== What is expected ==
In your copy, each line below is repeated exactly and no image appears.

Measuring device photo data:
------------------------------------------------------------------------

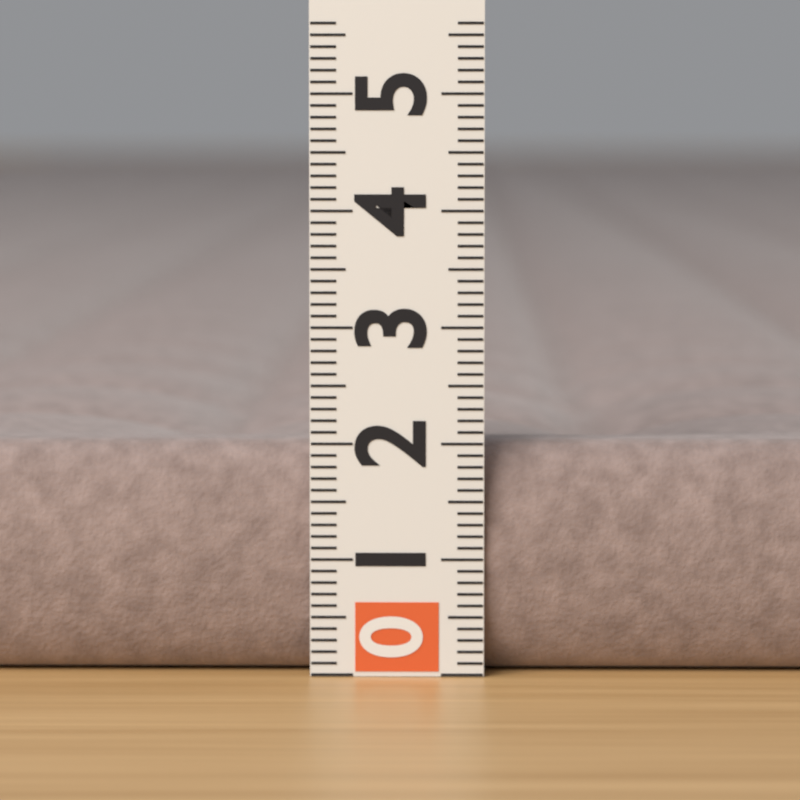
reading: 2.0 (no unit)
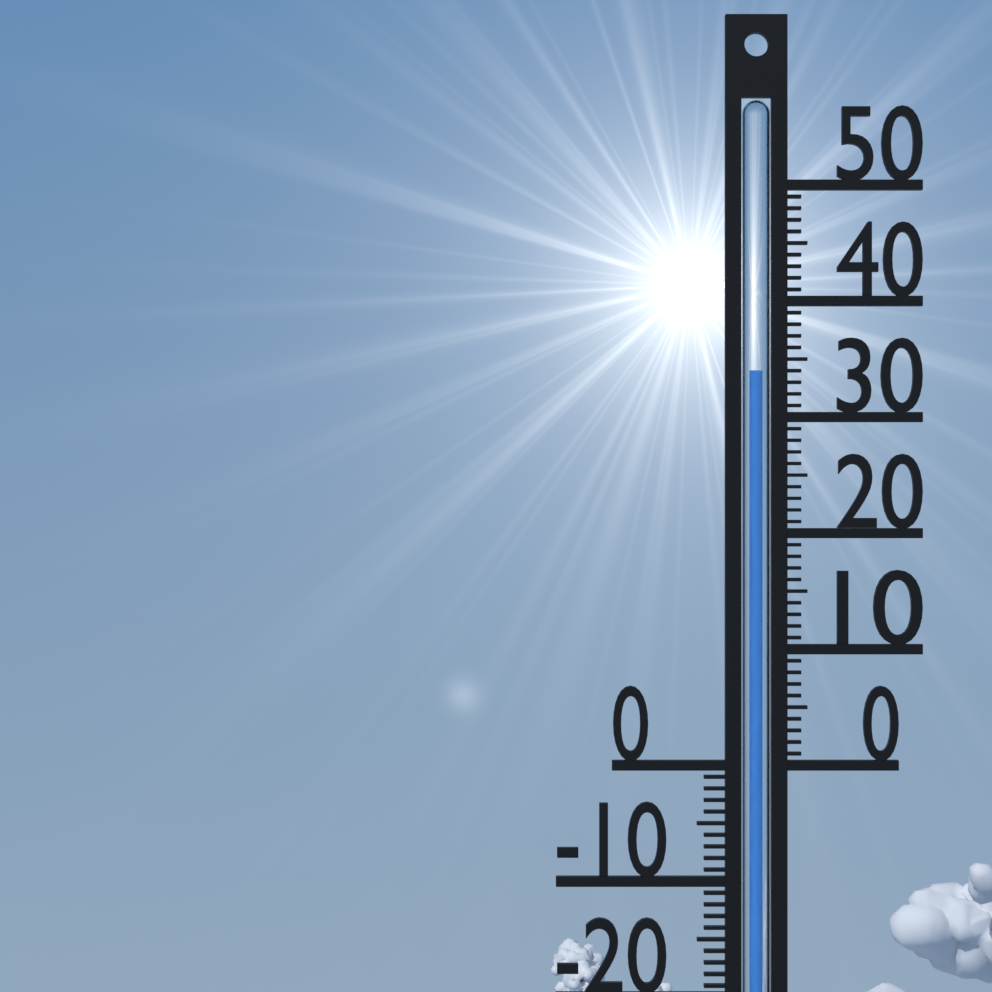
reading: 34 °C
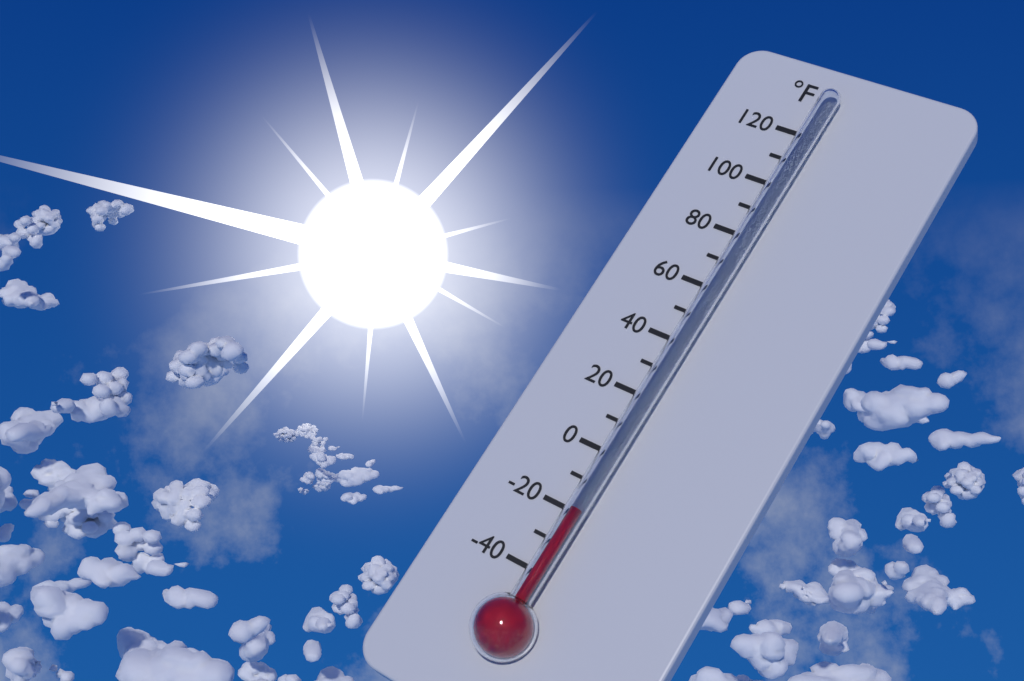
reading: -20 °F
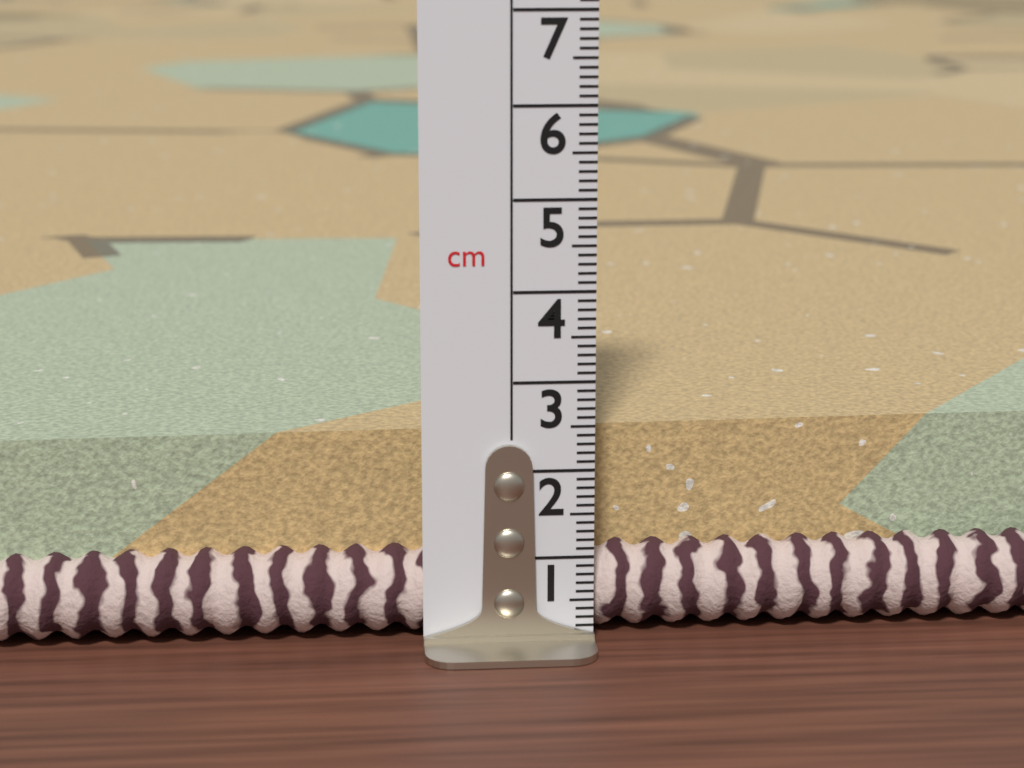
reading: 2.3 cm
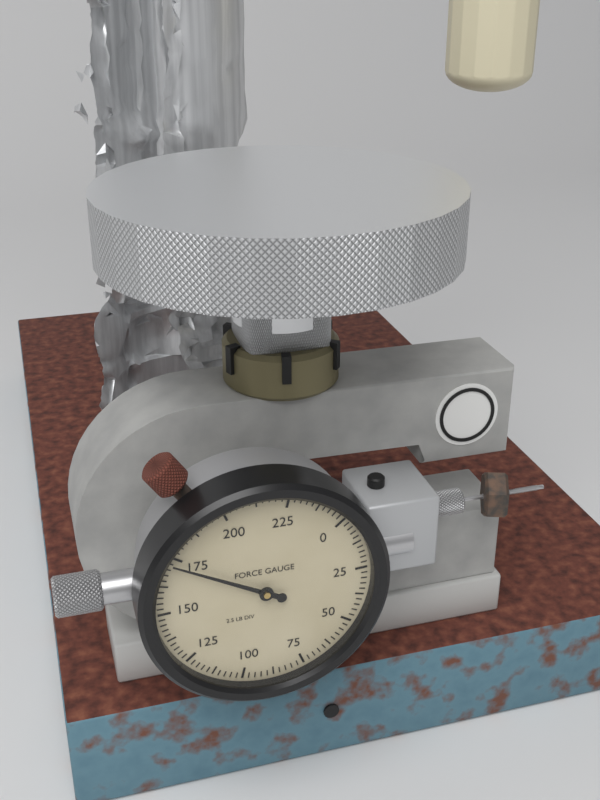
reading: 172.5 lb
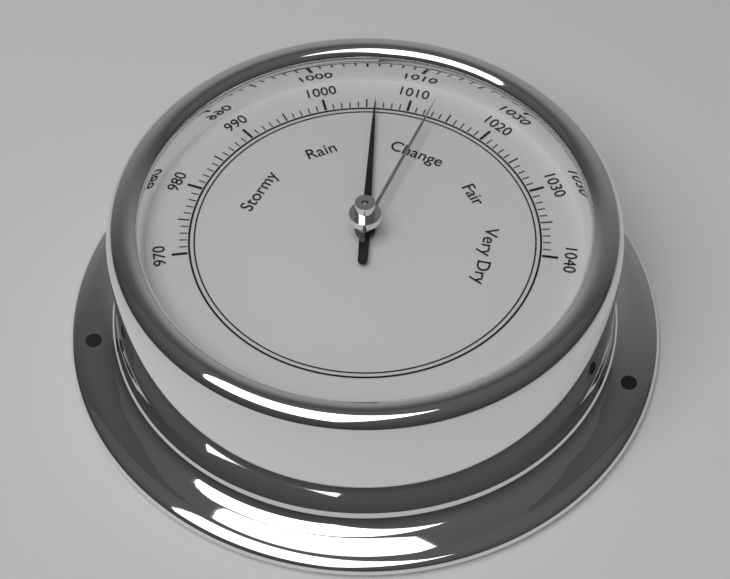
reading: 1006 (no unit)
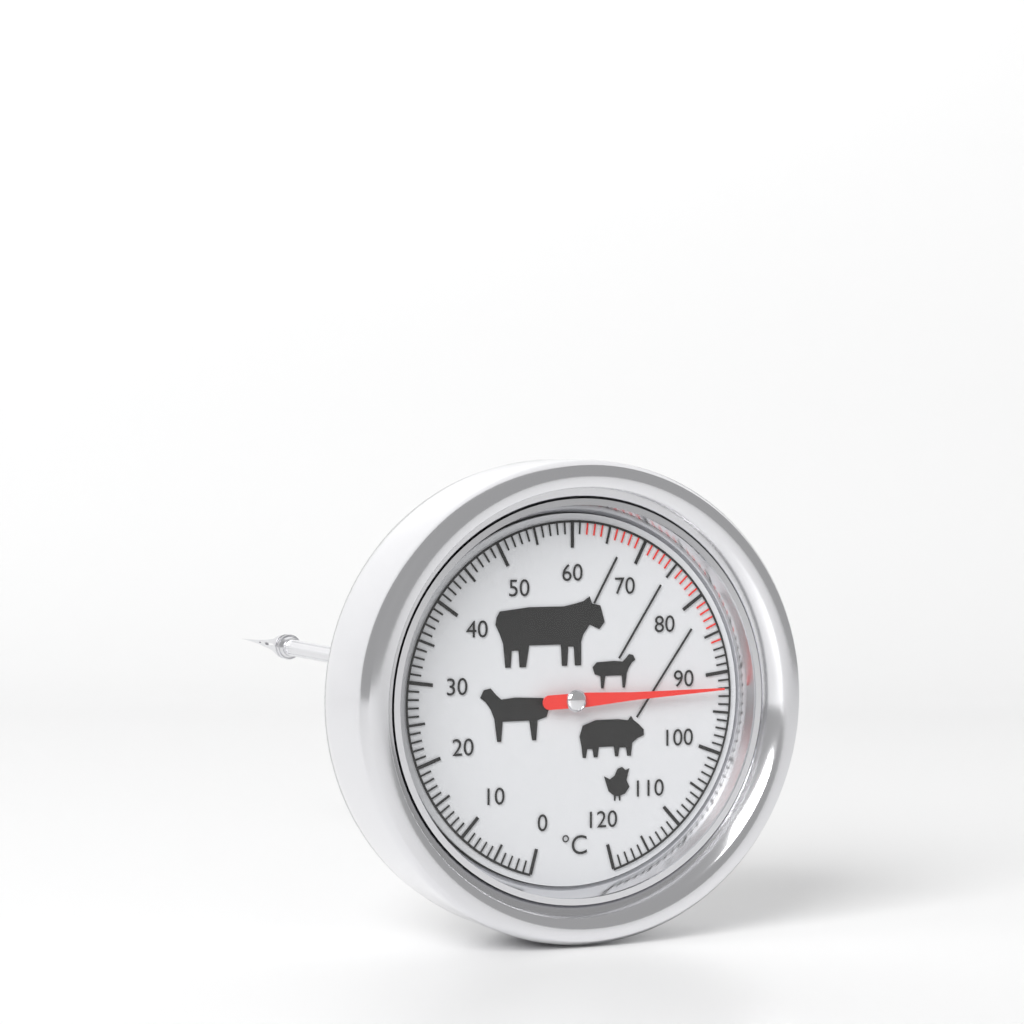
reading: 92 °C
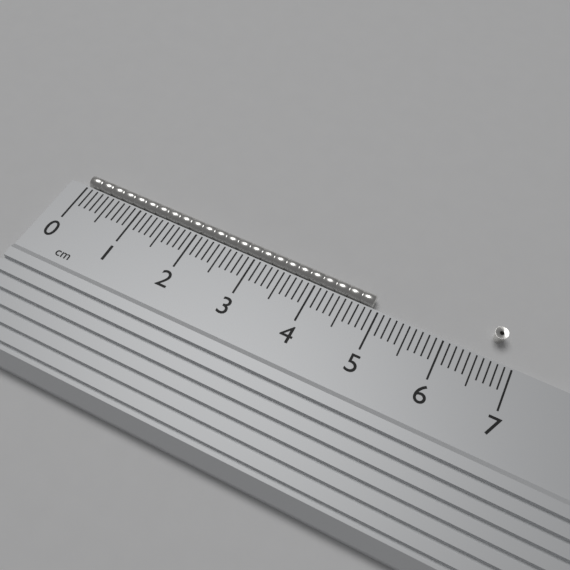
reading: 4.9 cm
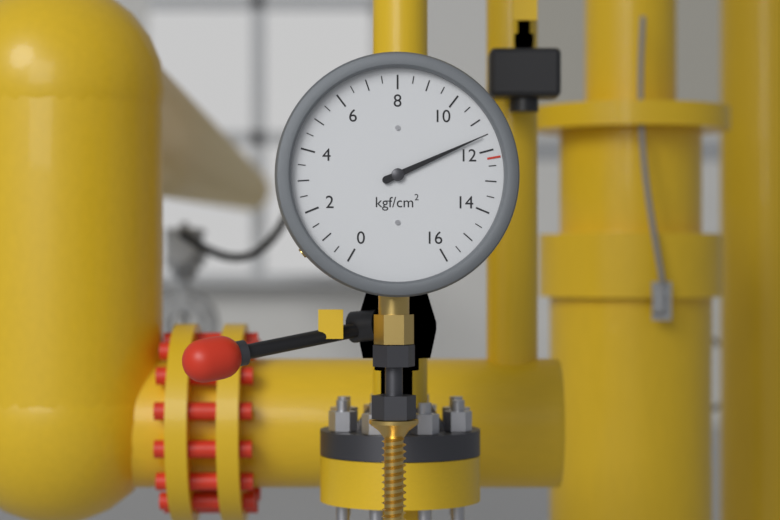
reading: 11.5 kgf/cm²
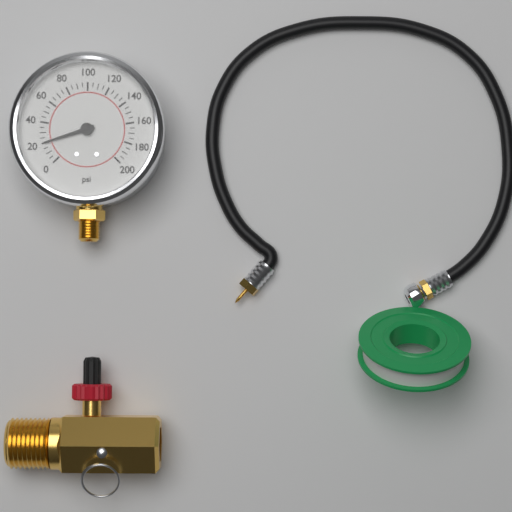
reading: 20 psi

------------------------------------------------------------------------

== Output of the exercise ==
reading: 2.0 (no unit)
reading: 34 °C
reading: -20 °F
reading: 2.3 cm
reading: 172.5 lb
reading: 1006 (no unit)
reading: 92 °C
reading: 4.9 cm
reading: 11.5 kgf/cm²
reading: 20 psi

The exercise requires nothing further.